Africa Defense Forum
ADF is a professional military magazine published quarterly by U.S. Africa Command to provide an international forum for African security professionals. ADF covers topics such as counter terrorism strategies, security and defense operations, transnational crime, and all other issues affecting peace, stability, and good governance on the African continent.

Africans Investing in Africa

REUTERS

Investors from Europe, Asia and the United States are not the only ones chasing growth opportunities in Africa these days. Africans themselves are waking up to the potential in their own back yard.

The same trends that have lured foreign capital to the continent — rising wealth, sustained economic growth and a swelling young population — are attracting investors in countries such as South Africa, Kenya, Nigeria and Namibia.

Between 2003 and 2011, intra-African investment into new foreign direct investment (FDI) projects in Africa grew at a 23 percent rate. Since 2007, that rate has increased to 32.5 percent, more than double the growth in investment from non-African emerging markets and almost four times faster than FDI from developed markets.

As Nigerian Finance Minister Ngozi Okonjo-Iweala told the 2013 World Economic Forum on Africa: “We focus on FDI all the time. How about AIA — Africans investing in Africa?”
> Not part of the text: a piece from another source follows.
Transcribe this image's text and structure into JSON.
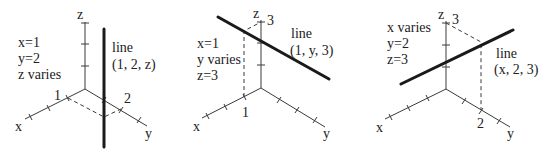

Cross-border African investment is set to accelerate as local companies seek new markets, resource-rich countries launch sovereign wealth funds, and assets held by pension funds grow. South Africa, Africa’s biggest economy, has led the way in intra-African investment, with companies such as MTN and Shoprite among the first to venture farther north. South Africa is now one of the top five overall investors on the continent. To the east and west, regional powerhouses Kenya and Nigeria also are major cross-border investors.
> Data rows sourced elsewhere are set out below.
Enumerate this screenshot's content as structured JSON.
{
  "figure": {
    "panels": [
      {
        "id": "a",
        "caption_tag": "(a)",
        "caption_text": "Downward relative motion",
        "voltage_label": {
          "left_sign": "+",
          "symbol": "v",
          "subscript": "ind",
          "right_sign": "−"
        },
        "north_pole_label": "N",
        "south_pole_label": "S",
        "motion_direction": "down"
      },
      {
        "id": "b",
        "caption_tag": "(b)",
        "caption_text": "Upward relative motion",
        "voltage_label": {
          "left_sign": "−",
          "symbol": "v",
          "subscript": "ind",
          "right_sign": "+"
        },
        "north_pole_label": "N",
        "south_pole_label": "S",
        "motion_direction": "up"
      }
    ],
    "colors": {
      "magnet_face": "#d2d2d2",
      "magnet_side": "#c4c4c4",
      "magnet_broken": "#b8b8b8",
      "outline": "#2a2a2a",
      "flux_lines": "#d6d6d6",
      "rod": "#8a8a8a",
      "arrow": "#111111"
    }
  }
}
Nigeria’s Dangote Cement, controlled by Aliko Dangote (pictured), the continent’s richest man, is investing $5 billion to build an African cement empire, with projects planned in Cameroon, Senegal, Ethiopia, Zambia and South Africa.

Kenyan and Nigerian banks also have expanded into their surrounding regions. Nigeria’s United Bank for Africa, with operations in 18 other African states, including Ghana, Mozambique and Tanzania, expects to generate half its revenue from the rest of Africa in coming years, up from 20 percent now.

“There is a lot of potential in sectors like oil and gas, which in the next 10 years will still be booming in Africa,” said Emmanuel Nnorom, chief executive of UBA Africa.